Peace & Justice

This is the blog of the Commission on Peace and Justice for the Roman Catholic Diocese of Albany, New York.

Monday, October 10, 2011

More on redistricting

Last week, Jimmy Vielkind of the Times Union reported:
When LATFOR, the legislative panel charged with the controversial redistricting process, held its latest hearing Wednesday on Long Island, several witnesses drew attention to the area around Brentwood, which in contrast to wealthier communities in Suffolk County is denser and has a higher proportion of black and Latino residents.

The area is split among four Senate districts -- all occupied by Republicans.

According to researchers at the good-government group Common Cause, the neighborhood is one of the clearest examples of partisan gerrymandering. It illustrates a process called "cracking," in which certain pockets of voters -- often members of racial minorities -- are parceled off to several districts so their collective voting tendencies are diluted.

"When Hispanics march along Fifth Avenue in Brentwood in our annual parade they have a leg in one district and another in the adjacent district," said Assemblyman Phil Ramos, D-Central Islip. His district was created in the last round of redistricting, in 2002, from three other districts. He was the first Latino elected to the Legislature from Suffolk County; Latinos now comprise 14.9 percent of the voting-age population in the county.

While saying his election has helped steer more services to the area he represents -- school aid, a new state park -- Ramos said he believes courts are the best route to achieve minority representation. The federal Voting Rights Act prohibits discrimination against racial or ethnic minorities in any electoral practice, including redistricting. The federal Department of Justice can sue to enforce its provisions, and three New York counties -- Brooklyn, Bronx and parts of Manhattan -- require pre-approval from the DOJ before implementing any electoral changes.

But Suffolk County lacks the requirement, as does Queens, which has seen an increase in its Asian-American population around Flushing, currently split into two districts represented by white senators -- and Monroe County, where majority-minority Rochester is split between two white senators.

Assemblyman Hakeem Jeffries, a Brooklyn Democrat who is black, said a more independent process would produce better results. He accused Republicans who have long controlled the Senate as being "particularly masterful" at cracking in Suffolk, Nassau and Monroe counties.

A memo written in 2001 by a Senate Republican staffer -- recently recirculated by Senate Democrats -- referred to minority areas on Long Island as "politically undesirable."

Rex Smith, editor of the Times Union, previously wrote about the issue of redistricting. He does not present a flattering picture of our legislators.
Almost everybody in the Legislature -- 60 out of 62 senators, and 121 out of 150 Assembly members -- promised last year to support independent redistricting, rather than leaving it to the two-party legislative commission that has done the job before. But most of them lied: No independent redistricting plan emerged from the Legislature this year. So the same old system -- Democrats drawing lines favoring Democrats, Republicans drawing lines favoring Republicans -- is rolling toward an ugly finish.

Cuomo has said over and over that he will veto redistricting that isn't done by an independent group. Will he, really?

A veto could send redistricting to the federal courts, where delays caused by legal maneuvering could lead to months of political chaos. So a Cuomo veto might mess with his mantra: While it would be both predictable and disciplined, it would border on unreasonable.

Still, to not deliver on the veto threat would be to abandon a key piece of the reform agenda that Cuomo promised New Yorkers. And when you're as popular as Cuomo is, you can handle the sort of onslaught that might follow a veto.

Recently Cuomo has signaled that he is open to nonpartisan redistricting approved by the Legislature under some conditions -- for example, if it recognizes communities of interest, such as ethnic and cultural similarities, and if it is based on demographics, rather than incumbent legislators' political needs. That's just the sort of compromise suggested by Common Cause, the good government lobby.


_WHAT THE TASK ASKS_:
Tally the lines below that contain the word "dollars". Only the total should be given.

_DATA SUPPLIED_:
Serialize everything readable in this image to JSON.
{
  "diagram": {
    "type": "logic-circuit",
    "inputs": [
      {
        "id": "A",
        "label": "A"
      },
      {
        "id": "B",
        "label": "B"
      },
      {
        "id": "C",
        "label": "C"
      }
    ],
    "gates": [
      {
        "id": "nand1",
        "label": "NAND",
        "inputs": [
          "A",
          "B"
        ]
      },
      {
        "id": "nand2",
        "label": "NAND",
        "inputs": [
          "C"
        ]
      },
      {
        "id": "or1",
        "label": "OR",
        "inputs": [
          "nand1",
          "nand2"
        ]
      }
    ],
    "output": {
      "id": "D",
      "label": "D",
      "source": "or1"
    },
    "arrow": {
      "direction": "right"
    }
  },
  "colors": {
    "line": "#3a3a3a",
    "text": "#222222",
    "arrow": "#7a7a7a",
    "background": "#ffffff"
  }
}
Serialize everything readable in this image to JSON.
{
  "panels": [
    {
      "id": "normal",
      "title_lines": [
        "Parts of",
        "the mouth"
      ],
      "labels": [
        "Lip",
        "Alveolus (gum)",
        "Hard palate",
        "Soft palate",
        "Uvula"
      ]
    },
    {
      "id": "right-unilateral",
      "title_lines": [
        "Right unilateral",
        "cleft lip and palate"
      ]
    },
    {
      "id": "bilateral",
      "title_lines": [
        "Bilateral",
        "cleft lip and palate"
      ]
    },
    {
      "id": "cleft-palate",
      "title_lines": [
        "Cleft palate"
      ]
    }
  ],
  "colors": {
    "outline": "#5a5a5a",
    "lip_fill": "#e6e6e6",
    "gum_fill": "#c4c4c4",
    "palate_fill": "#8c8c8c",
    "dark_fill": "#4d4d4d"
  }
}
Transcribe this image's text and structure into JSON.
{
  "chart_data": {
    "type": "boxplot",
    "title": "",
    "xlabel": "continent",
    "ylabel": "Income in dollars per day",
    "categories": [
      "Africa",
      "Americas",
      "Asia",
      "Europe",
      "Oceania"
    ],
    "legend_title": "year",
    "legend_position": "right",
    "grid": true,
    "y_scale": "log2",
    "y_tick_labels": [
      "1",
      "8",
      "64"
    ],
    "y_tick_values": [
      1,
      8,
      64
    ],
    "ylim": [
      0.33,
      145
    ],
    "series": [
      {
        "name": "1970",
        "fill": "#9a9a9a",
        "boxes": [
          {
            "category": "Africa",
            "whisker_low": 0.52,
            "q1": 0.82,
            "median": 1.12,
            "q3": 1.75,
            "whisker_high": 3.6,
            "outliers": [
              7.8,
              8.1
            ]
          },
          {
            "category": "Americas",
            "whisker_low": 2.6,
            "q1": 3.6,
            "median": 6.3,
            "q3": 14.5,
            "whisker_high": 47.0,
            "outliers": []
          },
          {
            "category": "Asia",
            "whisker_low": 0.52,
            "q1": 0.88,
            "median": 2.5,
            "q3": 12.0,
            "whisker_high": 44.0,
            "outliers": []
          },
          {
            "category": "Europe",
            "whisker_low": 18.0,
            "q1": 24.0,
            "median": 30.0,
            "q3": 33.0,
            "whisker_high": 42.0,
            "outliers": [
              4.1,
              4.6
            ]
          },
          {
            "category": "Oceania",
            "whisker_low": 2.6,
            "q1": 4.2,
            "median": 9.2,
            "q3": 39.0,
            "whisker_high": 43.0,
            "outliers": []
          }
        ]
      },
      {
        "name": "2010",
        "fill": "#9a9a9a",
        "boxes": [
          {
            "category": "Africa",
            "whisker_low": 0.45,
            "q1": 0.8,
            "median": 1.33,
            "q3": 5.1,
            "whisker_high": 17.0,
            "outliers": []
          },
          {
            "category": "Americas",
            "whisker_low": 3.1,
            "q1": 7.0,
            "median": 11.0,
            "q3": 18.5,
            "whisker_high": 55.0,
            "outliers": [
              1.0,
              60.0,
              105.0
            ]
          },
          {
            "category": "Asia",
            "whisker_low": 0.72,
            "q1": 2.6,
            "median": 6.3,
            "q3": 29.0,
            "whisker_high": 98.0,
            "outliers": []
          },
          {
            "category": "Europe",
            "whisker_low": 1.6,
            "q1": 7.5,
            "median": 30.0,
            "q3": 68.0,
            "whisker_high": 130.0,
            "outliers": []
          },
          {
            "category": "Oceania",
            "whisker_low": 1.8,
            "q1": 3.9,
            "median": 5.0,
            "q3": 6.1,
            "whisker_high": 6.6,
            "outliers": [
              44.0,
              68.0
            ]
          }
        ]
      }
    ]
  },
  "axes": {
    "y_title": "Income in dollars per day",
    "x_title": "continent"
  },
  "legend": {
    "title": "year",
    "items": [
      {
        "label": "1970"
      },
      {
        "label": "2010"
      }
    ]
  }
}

==

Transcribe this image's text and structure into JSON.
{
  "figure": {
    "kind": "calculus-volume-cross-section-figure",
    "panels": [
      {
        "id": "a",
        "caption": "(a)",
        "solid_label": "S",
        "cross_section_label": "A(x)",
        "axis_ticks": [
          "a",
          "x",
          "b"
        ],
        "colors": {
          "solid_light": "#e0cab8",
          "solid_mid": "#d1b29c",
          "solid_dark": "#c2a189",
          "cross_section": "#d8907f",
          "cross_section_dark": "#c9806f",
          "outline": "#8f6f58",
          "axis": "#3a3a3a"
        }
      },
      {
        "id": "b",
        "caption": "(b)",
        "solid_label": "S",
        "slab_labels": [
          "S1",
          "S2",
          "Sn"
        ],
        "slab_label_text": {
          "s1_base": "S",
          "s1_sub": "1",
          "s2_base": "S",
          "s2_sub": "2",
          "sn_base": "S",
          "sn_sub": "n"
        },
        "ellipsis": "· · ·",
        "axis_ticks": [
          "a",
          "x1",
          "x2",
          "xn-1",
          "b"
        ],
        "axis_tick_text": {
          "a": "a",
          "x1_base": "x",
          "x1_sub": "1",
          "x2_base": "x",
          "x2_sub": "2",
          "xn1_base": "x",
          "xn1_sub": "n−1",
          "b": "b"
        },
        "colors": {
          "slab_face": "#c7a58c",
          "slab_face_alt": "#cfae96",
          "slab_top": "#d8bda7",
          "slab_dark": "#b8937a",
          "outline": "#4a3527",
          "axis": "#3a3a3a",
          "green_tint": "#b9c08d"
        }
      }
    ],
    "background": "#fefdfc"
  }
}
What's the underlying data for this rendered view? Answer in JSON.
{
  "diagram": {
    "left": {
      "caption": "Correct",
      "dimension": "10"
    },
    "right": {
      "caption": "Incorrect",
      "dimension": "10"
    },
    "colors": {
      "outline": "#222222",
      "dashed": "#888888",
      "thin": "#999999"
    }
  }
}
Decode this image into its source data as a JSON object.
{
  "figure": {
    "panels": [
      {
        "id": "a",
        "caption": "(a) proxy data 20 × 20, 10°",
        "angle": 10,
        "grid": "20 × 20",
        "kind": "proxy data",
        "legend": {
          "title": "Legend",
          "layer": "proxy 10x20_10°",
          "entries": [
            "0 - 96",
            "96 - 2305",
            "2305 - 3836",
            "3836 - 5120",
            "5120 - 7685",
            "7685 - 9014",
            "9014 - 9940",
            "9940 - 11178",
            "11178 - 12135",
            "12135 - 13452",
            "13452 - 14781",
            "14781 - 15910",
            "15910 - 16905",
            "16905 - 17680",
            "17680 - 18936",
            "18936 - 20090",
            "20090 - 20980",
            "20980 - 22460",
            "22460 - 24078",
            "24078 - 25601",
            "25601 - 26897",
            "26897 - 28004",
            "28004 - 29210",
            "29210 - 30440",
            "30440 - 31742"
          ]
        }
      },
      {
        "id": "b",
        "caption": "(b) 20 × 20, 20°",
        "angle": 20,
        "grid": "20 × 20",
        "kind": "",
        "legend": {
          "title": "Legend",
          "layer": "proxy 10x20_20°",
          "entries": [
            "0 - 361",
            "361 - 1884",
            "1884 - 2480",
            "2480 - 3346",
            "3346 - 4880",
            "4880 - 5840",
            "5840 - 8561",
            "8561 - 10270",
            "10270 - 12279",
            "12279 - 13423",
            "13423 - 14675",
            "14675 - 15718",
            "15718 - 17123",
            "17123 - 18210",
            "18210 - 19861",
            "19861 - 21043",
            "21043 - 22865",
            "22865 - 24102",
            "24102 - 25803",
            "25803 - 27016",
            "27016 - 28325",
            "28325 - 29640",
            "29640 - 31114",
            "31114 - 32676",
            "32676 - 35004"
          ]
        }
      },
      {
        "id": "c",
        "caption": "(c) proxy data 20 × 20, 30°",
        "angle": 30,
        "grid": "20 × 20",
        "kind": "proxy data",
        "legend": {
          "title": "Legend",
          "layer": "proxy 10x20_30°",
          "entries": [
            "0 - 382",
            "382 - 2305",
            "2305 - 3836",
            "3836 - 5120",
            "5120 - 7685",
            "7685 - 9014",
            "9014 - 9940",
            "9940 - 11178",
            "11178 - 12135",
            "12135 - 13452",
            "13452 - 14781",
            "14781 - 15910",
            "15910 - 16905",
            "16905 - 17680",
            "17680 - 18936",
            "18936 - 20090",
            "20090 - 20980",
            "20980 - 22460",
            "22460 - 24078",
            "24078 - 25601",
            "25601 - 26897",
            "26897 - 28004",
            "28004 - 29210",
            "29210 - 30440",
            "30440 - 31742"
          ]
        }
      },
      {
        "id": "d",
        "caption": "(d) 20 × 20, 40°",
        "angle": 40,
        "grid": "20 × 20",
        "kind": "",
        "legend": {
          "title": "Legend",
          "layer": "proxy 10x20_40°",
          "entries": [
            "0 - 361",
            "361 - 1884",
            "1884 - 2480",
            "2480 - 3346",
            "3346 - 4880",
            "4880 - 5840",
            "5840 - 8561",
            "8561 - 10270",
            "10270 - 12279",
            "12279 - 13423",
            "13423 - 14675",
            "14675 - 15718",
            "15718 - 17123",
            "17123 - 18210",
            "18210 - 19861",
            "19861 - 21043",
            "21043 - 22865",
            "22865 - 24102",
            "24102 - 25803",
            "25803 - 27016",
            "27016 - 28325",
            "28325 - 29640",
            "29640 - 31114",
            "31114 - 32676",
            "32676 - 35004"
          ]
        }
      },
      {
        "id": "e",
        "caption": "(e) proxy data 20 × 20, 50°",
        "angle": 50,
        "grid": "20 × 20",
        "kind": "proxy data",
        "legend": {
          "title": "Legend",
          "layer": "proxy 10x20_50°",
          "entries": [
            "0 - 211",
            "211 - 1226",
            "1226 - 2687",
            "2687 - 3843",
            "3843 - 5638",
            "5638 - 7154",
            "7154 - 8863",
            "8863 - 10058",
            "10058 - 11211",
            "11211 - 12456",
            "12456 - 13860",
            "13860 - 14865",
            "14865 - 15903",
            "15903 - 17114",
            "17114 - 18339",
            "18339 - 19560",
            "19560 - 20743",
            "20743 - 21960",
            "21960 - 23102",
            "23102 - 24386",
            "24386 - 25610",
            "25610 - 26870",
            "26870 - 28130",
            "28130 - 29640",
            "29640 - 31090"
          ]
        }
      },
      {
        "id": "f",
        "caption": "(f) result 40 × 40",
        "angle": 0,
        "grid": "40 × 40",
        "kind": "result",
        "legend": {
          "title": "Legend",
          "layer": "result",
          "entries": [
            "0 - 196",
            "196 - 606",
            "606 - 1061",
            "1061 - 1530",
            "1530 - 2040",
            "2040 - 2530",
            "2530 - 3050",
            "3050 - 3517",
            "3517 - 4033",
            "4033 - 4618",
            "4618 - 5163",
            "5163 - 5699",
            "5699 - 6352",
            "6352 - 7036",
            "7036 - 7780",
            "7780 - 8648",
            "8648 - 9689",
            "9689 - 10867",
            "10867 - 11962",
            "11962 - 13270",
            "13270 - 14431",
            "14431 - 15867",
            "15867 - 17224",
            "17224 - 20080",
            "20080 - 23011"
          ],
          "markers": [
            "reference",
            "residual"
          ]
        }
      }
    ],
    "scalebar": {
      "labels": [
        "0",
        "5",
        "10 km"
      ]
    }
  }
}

_OUTPUT BELOW_:
2